Regarding “mad money,” Cramer said the decline was due to a cyclical wave of fear, not a change in Nvidia’s fundamentals. Cramer advised that if investors still believe in AI and Nvidia, now is the time to buy rather than panic. Cramer said Nvidia’s steep decline was due to investor fear, not the company’s actual performance.
Nvidia Q3 Earnings and Earnings
Investors are concerned about news about competition, including Alphabet (Google) developing its own chips and Meta exploring Google’s silicon. Despite the concerns, NVIDIA had a strong quarter. Third-quarter sales reached $57 billion, an increase of 22% from the second quarter and 62% year-over-year. As The Street reports, data center revenue alone reached $51.2 billion, up 25% quarter-over-quarter and 66% year-over-year.
Net income rose to nearly $31.9 billion, and NVIDIA expects revenue for the next quarter to be about $65 billion. Cramer said investors have been repeating the old pattern of selling emotionally first and rationalizing later, missing out on big gains over the years.
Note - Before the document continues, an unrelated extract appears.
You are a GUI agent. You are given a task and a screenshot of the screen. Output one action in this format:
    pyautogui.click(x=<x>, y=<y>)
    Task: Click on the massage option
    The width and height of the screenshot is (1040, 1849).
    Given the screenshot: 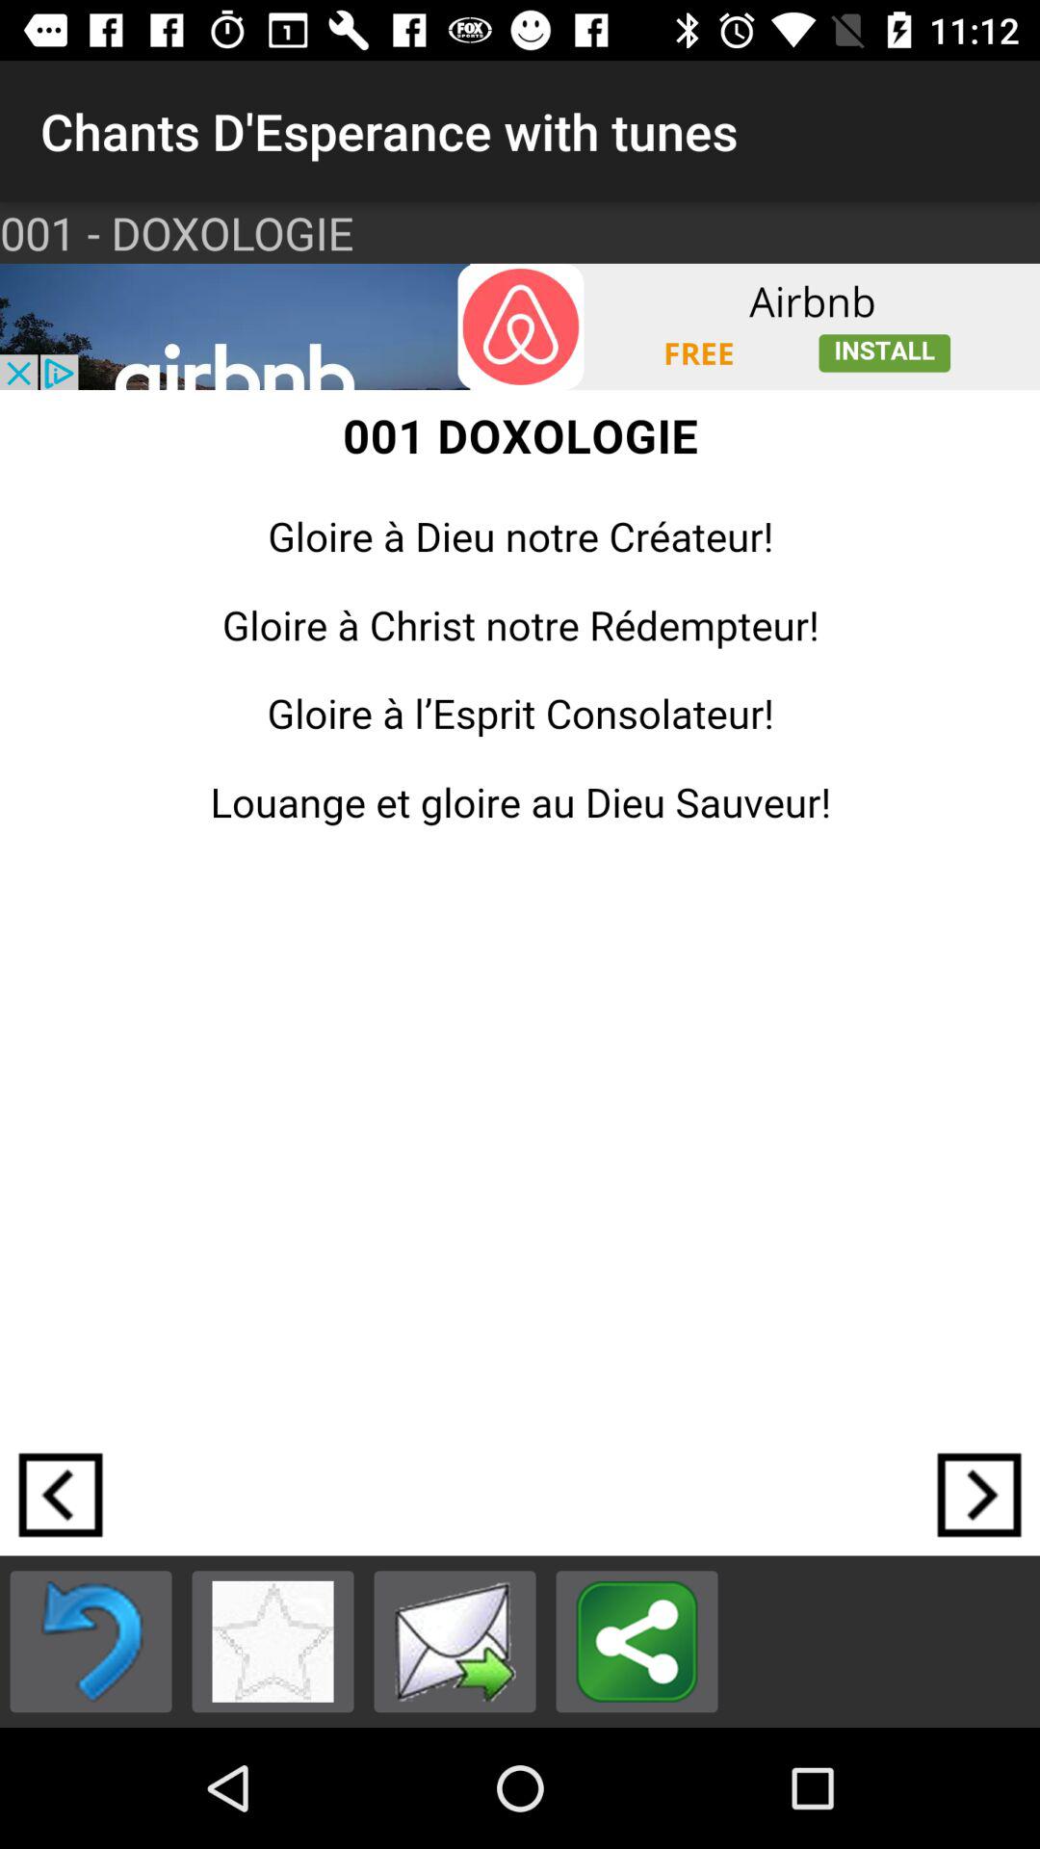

Google and Meta take on Nvidia AI chips
Reuters reports that Meta plans to invest billions of dollars in Google’s Tensor Processing Units (TPUs) to break away from Nvidia’s GPU dominance. Meta will begin renting TPUs via Google Cloud in 2026 and may have dedicated TPU hardware in its data centers by 2027.
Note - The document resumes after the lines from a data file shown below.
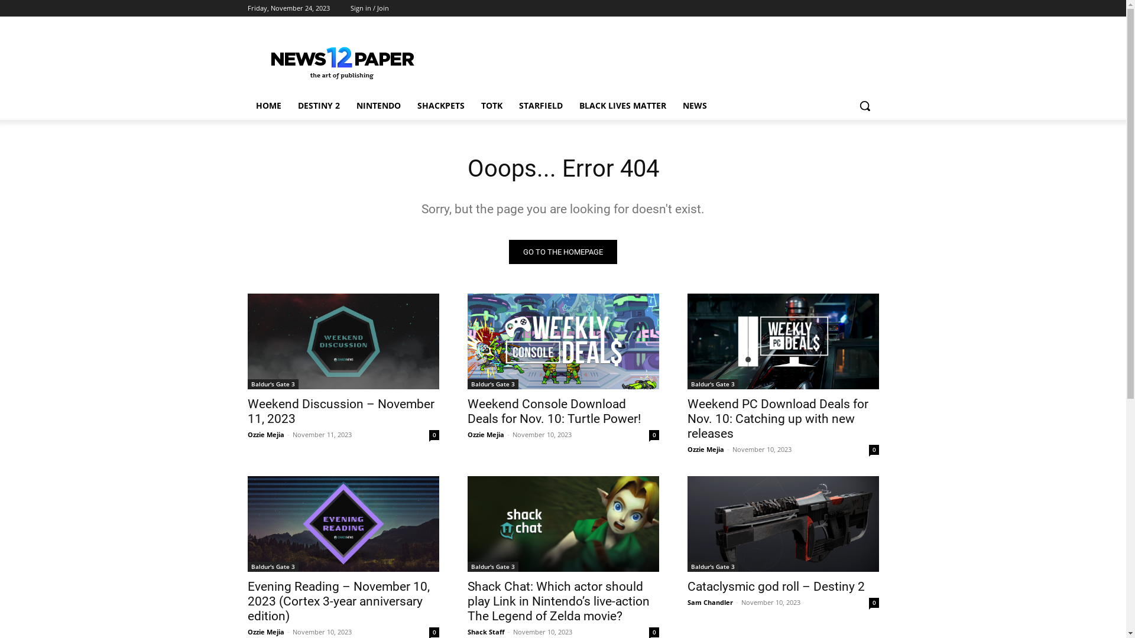 Image resolution: width=1135 pixels, height=638 pixels. Describe the element at coordinates (272, 567) in the screenshot. I see `Baldur's Gate 3` at that location.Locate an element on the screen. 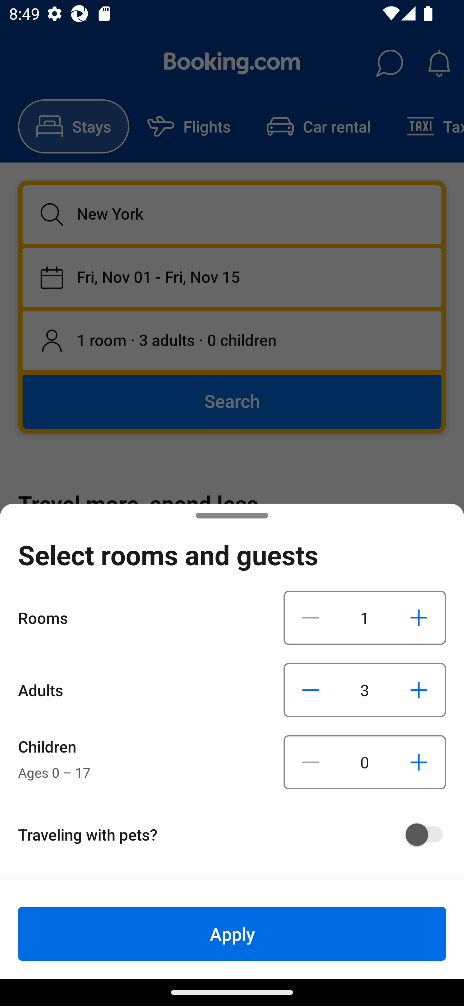 This screenshot has width=464, height=1006. Increase is located at coordinates (419, 617).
Google aims to capture about 10% of Nvidia’s annual AI chip sales, which could have a big impact on Wall Street. According to a report from The Street, Google’s stock price has risen 91% in the past six months, pushing it closer to a market cap of $4 trillion. Alphabet’s Q2 2025 revenue increased 14% to $96.4 billion, led by Google Cloud, which increased 32% to $13.6 billion. Google Cloud’s revenue grew 34% to $15 billion through Q3, driven by AI infrastructure demand and TPU adoption. Google’s AI approach is different from Nvidia’s. The company offers a fully integrated cloud stack and rents TPUs through cloud services as a cheaper and more scalable alternative. Investor Michael Burry of “Big Short” fame criticized NVIDIA stock, saying the stock is too expensive for the company’s projected future, as reported by TheStreet. Burley compared Nvidia to Cisco during the dot-com peak, when the stock price far exceeded real profits. He questioned the “money circulation” of AI and the continued profitability of Nvidia’s chips, and expressed concerns about stock-based pay and stock buybacks.
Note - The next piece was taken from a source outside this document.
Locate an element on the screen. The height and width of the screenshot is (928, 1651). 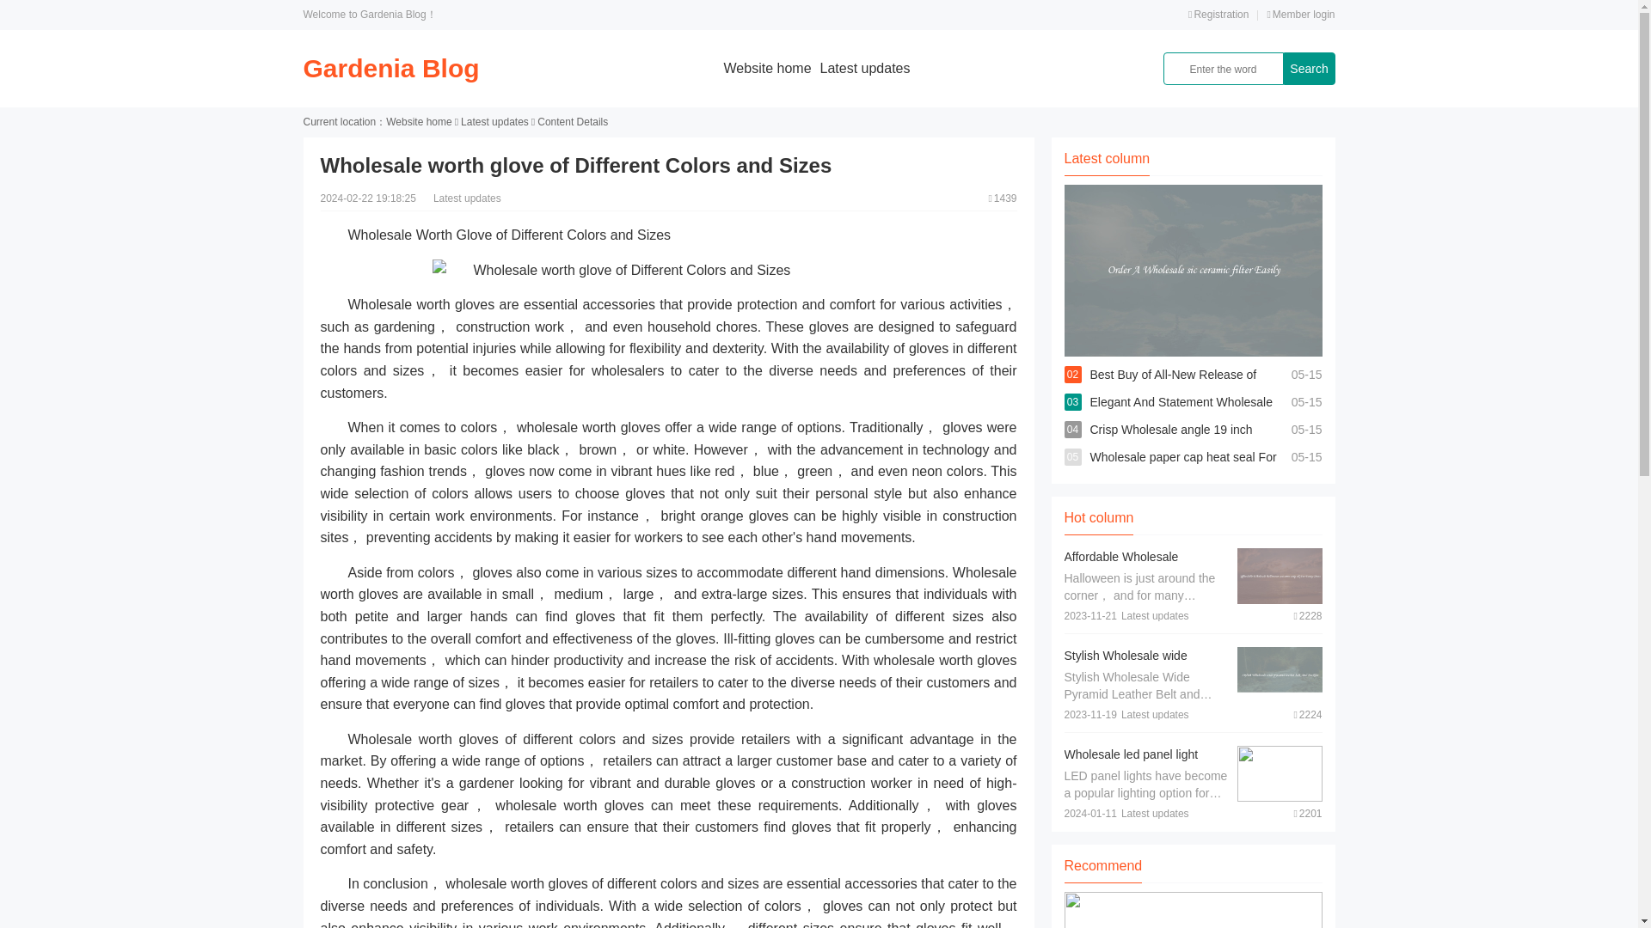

Nvidia said in the memo that Barry made a mistake in calculating share buybacks, and that the company has repurchased about $91 billion since 2018, as described in the Barron report. The company also noted that cash flow for the period amounted to nearly 98% of reported net income.
FAQ
Q1. Why did NVIDIA’s stock price fall by $200 billion last week?
Nvidia’s stock price fell primarily due to investor anxiety, not strong third-quarter earnings.
Q2. How are Google and Meta challenging Nvidia’s AI chip dominance?
Meta will use Google’s TPUs, and Google’s AI cloud stack provides a cheap and scalable alternative to Nvidia chips.